When the Cole reached the Blue Marlin, the Blue Marlin partially submerged its lower deck and floated it under the damaged Cole. Once in place, the ship slowly rose to the surface, gently lifting the Cole from the ocean and resting the mighty ship on the Blue Marlin’s deck.


USS Cole
The MV Blue Marlin transports the USS Cole from Yemen following the attack on the ship in 2000. Photo courtesy of the US Navy.

With the Cole on the Blue Marlin, Shields and his divers checked the ship for flooding once more and found that their work had held. Shields gave the thumbs-up to higher, climbed the side railing, and dove into the ocean, swimming back to his team on the Catawba.


The entire docking evolution took nearly 24 hours to complete. With the Cole securely aboard the Blue Marlin’s deck, they made the trip back to the United States.


The Navy divers’ contributions were instrumental, Perna said. In a small amount of time, the team got the diesel generator back online, rerouted the ship’s air system, set up and operated emergency dewatering equipment, and provided air recharging service to the FBI and explosive ordnance disposal divers.


USS Cole Souda Bay Greece
The guided-missile destroyer USS Cole arrives for a scheduled port visit to Souda Bay, Greece, July 19, 2012. The Cole, home-ported at Naval Station Norfolk, is on a scheduled deployment and is operating in the US 6th Fleet area of responsibility. US Navy photo by Paul Farley.

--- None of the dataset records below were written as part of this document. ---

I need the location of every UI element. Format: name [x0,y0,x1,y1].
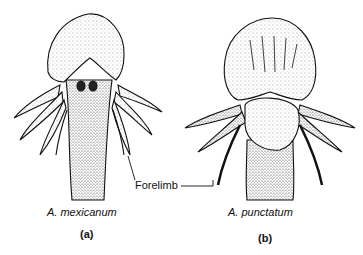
panel-label-a: (a) [80,228,93,240]
figure: Forelimb A. mexicanum A. punctatum (a) (… [0,0,363,255]
panel-label-b: (b) [258,232,272,244]
species-label-b: A. punctatum [228,206,293,218]
punctatum-drawing [185,18,355,200]
mexicanum-drawing [14,14,162,200]
forelimb-label: Forelimb [135,179,178,191]
species-label-a: A. mexicanum [47,206,117,218]
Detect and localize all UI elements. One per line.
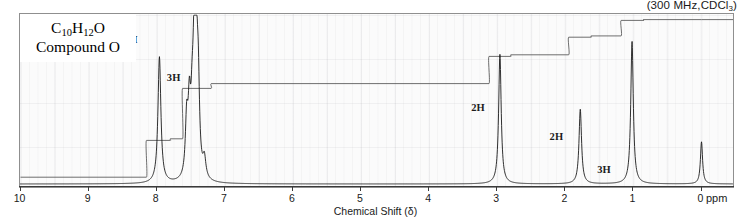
x-tick-label-3: 3 (493, 192, 499, 204)
formula-oxygen: O (94, 19, 105, 36)
x-tick-8 (156, 187, 157, 191)
x-axis-unit-label: ppm (706, 192, 727, 204)
x-tick-10 (20, 187, 21, 191)
compound-name: Compound O (36, 38, 120, 56)
x-tick-1 (632, 187, 633, 191)
x-tick-3 (496, 187, 497, 191)
x-tick-label-1: 1 (629, 192, 635, 204)
x-tick-6 (292, 187, 293, 191)
x-tick-5 (360, 187, 361, 191)
x-axis-title: Chemical Shift (δ) (0, 205, 751, 217)
x-tick-label-0: 0 (698, 192, 704, 204)
x-axis: 109876543210 (19, 186, 734, 188)
x-tick-label-5: 5 (357, 192, 363, 204)
acquisition-conditions-label: (300 MHz,CDCl3) (647, 0, 737, 13)
x-tick-4 (428, 187, 429, 191)
x-tick-2 (564, 187, 565, 191)
x-tick-label-7: 7 (221, 192, 227, 204)
formula-carbon-count: 10 (61, 27, 72, 38)
integration-label-3h-1: 3H (167, 72, 181, 83)
conditions-close-paren: ) (733, 0, 737, 11)
integration-label-3h-4: 3H (597, 164, 611, 175)
x-tick-label-8: 8 (153, 192, 159, 204)
x-tick-label-2: 2 (561, 192, 567, 204)
molecular-formula: C10H12O (36, 19, 120, 39)
formula-hydrogen-count: 12 (83, 27, 94, 38)
x-axis-line (19, 186, 734, 187)
formula-carbon: C (51, 19, 61, 36)
integration-label-2h-2: 2H (471, 102, 485, 113)
x-tick-label-4: 4 (425, 192, 431, 204)
conditions-frequency: (300 MHz (647, 0, 698, 11)
formula-hydrogen: H (72, 19, 83, 36)
x-tick-9 (88, 187, 89, 191)
nmr-spectrum-figure: (300 MHz,CDCl3) C10H12O Compound O 2H3H2… (0, 0, 751, 224)
compound-caption-box: C10H12O Compound O (20, 14, 136, 62)
integration-label-2h-3: 2H (549, 131, 563, 142)
x-tick-label-6: 6 (289, 192, 295, 204)
x-tick-7 (224, 187, 225, 191)
x-tick-label-10: 10 (14, 192, 26, 204)
conditions-solvent: CDCl (701, 0, 729, 11)
x-tick-0 (701, 187, 702, 191)
x-tick-label-9: 9 (85, 192, 91, 204)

“No one person can accomplish them alone,” Perna said. “I was grateful to have such a fine and experienced diving and salvage team. I am indebted to and extremely proud of the divers in Detachment Alpha who made it all possible.”

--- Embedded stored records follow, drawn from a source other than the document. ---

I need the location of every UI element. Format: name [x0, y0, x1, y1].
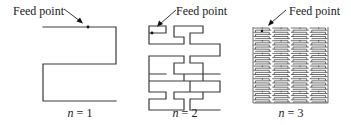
panel-n2: Feed point n = 2: [149, 4, 228, 120]
feed-point-label-n1: Feed point: [13, 4, 65, 18]
fractal-antenna-figure: Feed point n = 1 Feed point n = 2 Feed p…: [0, 0, 351, 125]
feed-point-label-n3: Feed point: [289, 4, 341, 18]
caption-n2: n = 2: [173, 106, 198, 120]
meander-wire-n3: [253, 27, 328, 103]
panel-n3: Feed point n = 3: [253, 4, 341, 120]
caption-n3: n = 3: [279, 106, 304, 120]
feed-arrow-n3: [268, 10, 286, 26]
feed-arrow-n2: [157, 10, 176, 27]
meander-wire-n2: [149, 26, 220, 110]
feed-point-dot-n1: [87, 26, 90, 29]
meander-wire-n1: [43, 27, 116, 101]
feed-point-dot-n2: [151, 32, 154, 35]
feed-point-dot-n3: [261, 30, 263, 32]
panel-n1: Feed point n = 1: [13, 4, 116, 120]
feed-arrow-n1: [64, 9, 83, 24]
caption-n1: n = 1: [68, 106, 93, 120]
feed-point-label-n2: Feed point: [176, 4, 228, 18]
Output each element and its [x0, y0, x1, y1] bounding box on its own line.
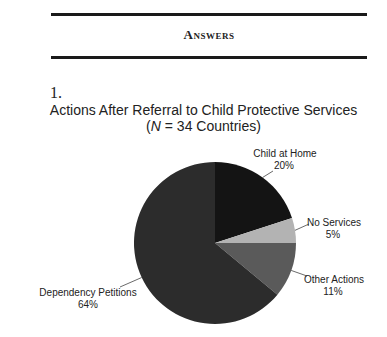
svg-text:Child at Home: Child at Home	[253, 148, 317, 159]
slice-label-other-actions: Other Actions 11%	[304, 274, 364, 297]
leader-line	[120, 277, 142, 287]
slice-label-child-at-home: Child at Home 20%	[253, 148, 317, 171]
pie-slices	[134, 162, 296, 324]
leader-line	[263, 171, 273, 177]
svg-text:20%: 20%	[274, 160, 294, 171]
svg-text:5%: 5%	[326, 229, 341, 240]
svg-text:64%: 64%	[78, 299, 98, 310]
pie-chart: Child at Home 20% No Services 5% Other A…	[0, 0, 387, 337]
svg-text:11%: 11%	[323, 286, 342, 297]
slice-label-no-services: No Services 5%	[307, 217, 361, 240]
svg-text:Dependency Petitions: Dependency Petitions	[39, 287, 136, 298]
slice-label-dependency-petitions: Dependency Petitions 64%	[39, 287, 136, 310]
svg-text:No Services: No Services	[307, 217, 361, 228]
svg-text:Other Actions: Other Actions	[304, 274, 364, 285]
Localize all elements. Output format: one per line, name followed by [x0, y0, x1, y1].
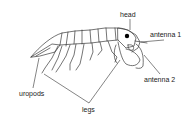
- label-antenna-2: antenna 2: [144, 76, 175, 83]
- amphipod-diagram: head antenna 1 antenna 2 uropods legs: [0, 0, 192, 121]
- legs-shape: [42, 41, 117, 73]
- body-outline: [31, 28, 140, 57]
- antenna1-leader: [141, 40, 164, 42]
- antenna-2: [136, 44, 143, 68]
- label-antenna-1: antenna 1: [150, 31, 181, 38]
- label-uropods: uropods: [19, 90, 45, 98]
- label-head: head: [120, 11, 136, 18]
- antenna2-leader: [144, 55, 160, 74]
- uropods-leader: [33, 58, 39, 88]
- body-segments: [60, 28, 118, 46]
- label-legs: legs: [82, 106, 95, 114]
- gnathopod: [118, 42, 140, 66]
- amphipod-body: [31, 28, 147, 73]
- legs-leader: [44, 60, 120, 103]
- eye: [125, 34, 129, 38]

The Detachment Alpha divers safely conducted 37 dives with more than 76 hours of subsurface work during the Cole operation. The ship was fully restored to service within 18 months of the attack in Yemen. The men of Detachment Alpha played a vital role in the operation that ensured the USS Cole’s ability to sail freely today.


Navy divers
A US sailor visits the USS Cole Memorial on the 18th anniversary of the terrorist attack on the ship. Seventeen sailors were killed, and another 39 were wounded in the attack. US Navy photo by Mass Communication Specialist 2nd Class Justin Wolpert.

The Men of Detachment Alpha: 


CWO3 Frank Perna


ENCS (MDV/SG) Lyle Becker


BMC (SW/DV) David Hunter


ETC (SG/DV) Terry Breaux


HMC (DV) Don Adams


HT2 (DV) Don Husbeck


GM2 (SS/DV) Roger Ziliak


STG2 (SW/DV) Donald Schappert


IS3 (DV) Greg Sutherland


EN2 (DV) Mike Shields


BM2 (DV) Mike Allison


GM3 (DV) Sean Baker


Read Next: The FBI Investigation of the USS Cole Bombing 20 Years Later



Jayme Pastoric
Jayme Pastoric

Jayme Pastoric is a contributing writer for Coffee or Die Magazine. He holds a bachelor’s degree in photography and a master’s degree in strategic communications. He is eagerly awaiting his DD-214 as he wraps up a career with the Navy as a mass communication specialist. Pastoric has deployed numerous times with Naval Special Operations Forces, including a combat tour in Iraq with SEAL Team Two. He is one of a handful of Department of Defense underwater photographers and is a third-generation military artist. His work has appeared in national and international publications including Time Magazine and National Geographic. He bunkers down in Virginia Beach and prefers coffee with a whisper of heavy cream.